The cause is very well explained and documented in one of Baumaster's articles, called "Bad's stronger than good". He says that the human mind is biased towards negativity. During negative emotions, the brain processes the information faster and deeper, then encodes and retrieves information easier. Translated in real life, this means that we learn so much more from failures than from success, sadness lasts longer than happiness and because of this, as it is stated earlier, we have a much stronger tendency to reduce evil than to develop good.
Scientists observed that working only on the reduction of evil or undesirable behavior as not very efficient. Therefore, they empirically sustain the idea that intervention is most efficient if it works on acquiring alternative or adequate behaviors simultaneously with reducing the undesirable one. The explanation is that negative behaviors - as any other behavior - has some functions in the individual's life. In order to remit or decelerate it, we need to offer positive behaviors which have the same functions. The following strategies are presented accordingly to their efficiency, starting from the most powerful to the least.
The acceleration of a contrary behavior
In the first strategy, the contrary behavior refers to the exact opposite of the negative one. For example, if one has anxiety, the opposite behavior would be relaxation. There are a lot of relaxing techniques which can be successfully used when one has an anxiety attack.
Complementary behavior acceleration
The second strategy refers to the acceleration of a complementary behavior, complementary from a functional point of view. This means that this kind of behavior leads to the same result or state of mind as the negative one and it is not necessarily opposite. For example, if a person eats in a compulsory way, and eating here has the function of bringing pleasure, maybe because that person is stuck in an office all day, it is useful to find another behavior which could lead to the same purpose of bringing pleasure. This could be a hobby for example. If this second strategy doesn't work, there is a third one, called the acceleration of any other behavior than the targeted one.
The acceleration of any other behavior than the targeted one
The difference is that this behavior is not opposite to the negative one, nor it has the same function of the negative one. For example, if a person has clinical depression, she could hide in routine. This would make her life go on, even though her feelings and cognition tell her the exact opposite. All these strategies have the aim of remitting a certain negative behavior and what is important is that one doesn't focus so much on what no to do, but rather what to do.

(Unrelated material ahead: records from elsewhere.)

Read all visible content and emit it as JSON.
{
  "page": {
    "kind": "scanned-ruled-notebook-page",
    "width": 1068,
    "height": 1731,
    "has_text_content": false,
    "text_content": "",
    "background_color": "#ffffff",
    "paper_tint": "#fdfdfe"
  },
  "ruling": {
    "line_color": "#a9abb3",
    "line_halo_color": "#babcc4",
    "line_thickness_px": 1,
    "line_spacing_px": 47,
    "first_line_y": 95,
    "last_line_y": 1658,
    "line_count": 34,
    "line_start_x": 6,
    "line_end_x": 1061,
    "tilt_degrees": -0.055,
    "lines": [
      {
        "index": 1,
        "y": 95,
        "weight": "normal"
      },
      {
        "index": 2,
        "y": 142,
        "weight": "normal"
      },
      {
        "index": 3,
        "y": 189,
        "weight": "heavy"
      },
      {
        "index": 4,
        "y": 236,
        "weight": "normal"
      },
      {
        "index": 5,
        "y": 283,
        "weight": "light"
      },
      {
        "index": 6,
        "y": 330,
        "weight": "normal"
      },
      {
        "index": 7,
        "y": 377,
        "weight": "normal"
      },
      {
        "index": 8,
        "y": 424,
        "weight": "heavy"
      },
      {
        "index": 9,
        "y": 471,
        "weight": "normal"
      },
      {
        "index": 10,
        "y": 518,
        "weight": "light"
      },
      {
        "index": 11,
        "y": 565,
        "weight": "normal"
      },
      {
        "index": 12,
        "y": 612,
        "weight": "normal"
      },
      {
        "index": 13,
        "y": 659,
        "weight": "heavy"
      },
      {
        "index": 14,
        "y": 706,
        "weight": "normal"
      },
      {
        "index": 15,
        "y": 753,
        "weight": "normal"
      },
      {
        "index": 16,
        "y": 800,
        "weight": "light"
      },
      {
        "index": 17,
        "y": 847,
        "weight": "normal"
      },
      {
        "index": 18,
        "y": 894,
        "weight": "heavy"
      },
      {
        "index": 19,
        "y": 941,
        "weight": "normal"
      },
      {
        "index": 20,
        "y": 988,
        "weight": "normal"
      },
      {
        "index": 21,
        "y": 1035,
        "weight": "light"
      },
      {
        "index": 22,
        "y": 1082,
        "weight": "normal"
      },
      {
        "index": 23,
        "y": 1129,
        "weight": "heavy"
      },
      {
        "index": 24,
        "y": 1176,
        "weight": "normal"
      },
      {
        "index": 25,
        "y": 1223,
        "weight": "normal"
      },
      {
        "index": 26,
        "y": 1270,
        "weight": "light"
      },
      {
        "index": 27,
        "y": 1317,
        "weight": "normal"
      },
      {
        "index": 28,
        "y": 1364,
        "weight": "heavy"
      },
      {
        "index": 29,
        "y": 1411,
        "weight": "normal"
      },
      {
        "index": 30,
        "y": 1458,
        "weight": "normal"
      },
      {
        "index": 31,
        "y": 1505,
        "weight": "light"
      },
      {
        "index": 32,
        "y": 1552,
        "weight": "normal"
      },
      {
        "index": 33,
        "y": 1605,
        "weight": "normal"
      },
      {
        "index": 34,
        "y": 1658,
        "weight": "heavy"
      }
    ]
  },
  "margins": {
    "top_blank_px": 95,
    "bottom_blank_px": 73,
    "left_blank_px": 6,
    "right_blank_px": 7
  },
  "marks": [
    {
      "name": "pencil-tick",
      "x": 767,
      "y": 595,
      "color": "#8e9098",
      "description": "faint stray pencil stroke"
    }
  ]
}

Another set of strategies refers to the reduction of the targeted behavior. One of these strategies is named "deceleration through extinction". The purpose of this strategy is to make the person see no causality between a specific situation and a behavior. If for example a person has a phobia he keeps on avoiding specific contexts. This kind of behavior is to be extinct. The person is placed exactly in that context and gradually the person realizes that the certain environment does not do him any harm. Another method is to reduce the behavior through reinforcements by stimulating a desirable behavior and by punishing and undesirable one.
In conclusion, the methods presented above have the premise that is more efficient to remit or decelerate a behavior not by working intensively on getting rid of the negative part but putting more effort in developing new, positive behaviors.